My project is actually kind of simple; I want 5 proximity sensors (infrared or ultra sound is not decided yet) and 5 RGB leds to glow depending on it's proximity sensor. If the sensor is out of range the led is of, when a sensor detects something (~ 4-5 meters) i want the LED to start glow green. When something is coming closer (~2 meters?) to this sensor i want the LED to glow yellow and when it's ~ one meter or under i want the LED to be red. You get the idea.
I do not yet even posses a Arduino, but I'm playing around in Fritzing and I also look at the examples provided here. Since one RGB LED needs three output pins(?) I can't connect all five LEDs directly to my Arduino board, it seems like I have to make a output to some kind of other board which sets the color for the depending LED? Any ideas how to do this?
Has anyone made a similar project before and happen to have an Fritzing saved, or if anyone has any ideas and/or is willing to make an example i would really appreciate it.
In version 2, when I'm starting to get the hang of this, I would also like to have a potentiometer for each sensor to set it's sensibility.
Any help, link, or tips for my project are really appreciated!

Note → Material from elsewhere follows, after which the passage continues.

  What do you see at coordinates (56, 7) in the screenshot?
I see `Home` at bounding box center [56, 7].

First thing to do is determine the kind of sensor that can detect at this distance.
Another issue is how to keep one sensor from interfering with the others. How do you plan to accomplish that?

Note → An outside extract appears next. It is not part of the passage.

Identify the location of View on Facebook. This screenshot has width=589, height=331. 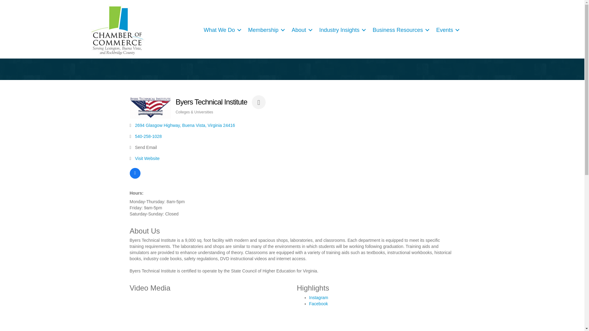
(135, 177).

There are multiplexers that can extend the number of pins. There are techniques for software PWM. These two will take care of the limited number of PWM pins.

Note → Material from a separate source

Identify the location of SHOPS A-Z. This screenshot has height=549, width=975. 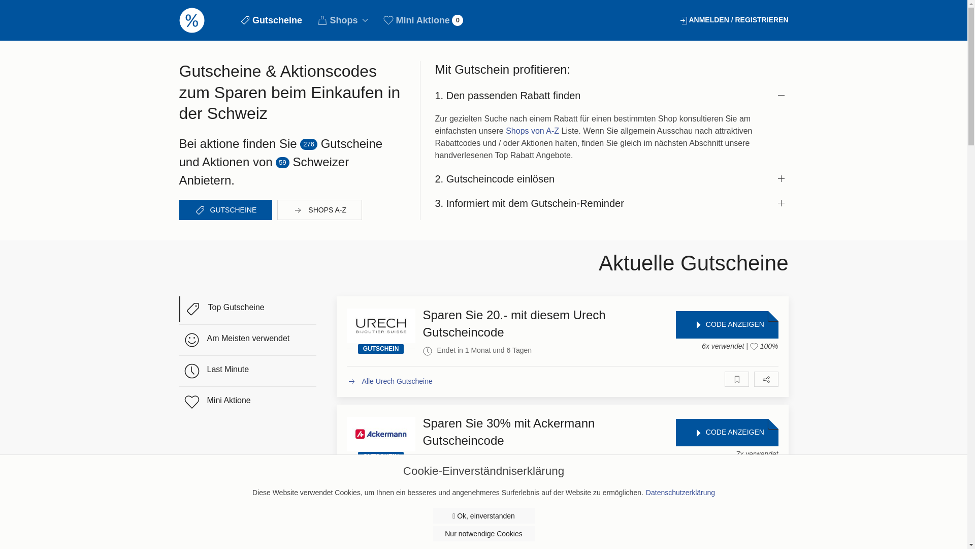
(320, 210).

On the other hand, you don't need PWM to make a RGB LED light up red, green or blue, so if you could change your color requirements, life would be easier.
Thanks for reply. I'm thinking of using the HC-SR04 ("Ultrasonic distance sensor"), it starts from 4 to 4,5 meters the specs says. The sensors will be placed on some kind of half circle pointing outwards, so they would not interfere, I think?
PaulS:
On the other hand, you don't need PWM to make a RGB LED light up red, green or blue, so if you could change your color requirements, life would be easier.
You mean it can be accomplished if the yellow light is replaced with blue? How do i do that? On the LED, there is one GND-pin and one each for RGB, these must still be connected to something..?
The LEDs will be distanced from the arduino board and the sensors (with some kind of cable, 2-3 meters maybe), so i guess the best thing would be to have some kind of intelligence on the LED side. That is, from the arduino just send 5 signals (one for each led, and then of course a GND, so 6 then totally, so maybe a standard ethernet calbe will do?) and then display the right color depending on the signal in this cable. Then I don't have to use so many leaders in the cable. I think?
You mean it can be accomplished if the yellow light is replaced with blue? How do i do that? On the LED, there is one GND-pin and one each for RGB, these must still be connected to something..?
Unless you need to control the brightness of the Red, Green, or Blue component of the RGB LED, just connect the three legs to any available digital (or analog used as digital) pins.
On the other hand, I just found the NeoPixel 8 led ramp (in action here: - YouTube). This is brilliant for my project, even tho I have to adress the leds a litte different or let 3 of them be silent. I think the case is closed then...
I was just about to recommend NeoPixels. You can buy individual NeoPixels and daisy chain them together. They only need a single digital I/O pin to control. You can set the color / brightness of each pixel individually using Adafruit's library.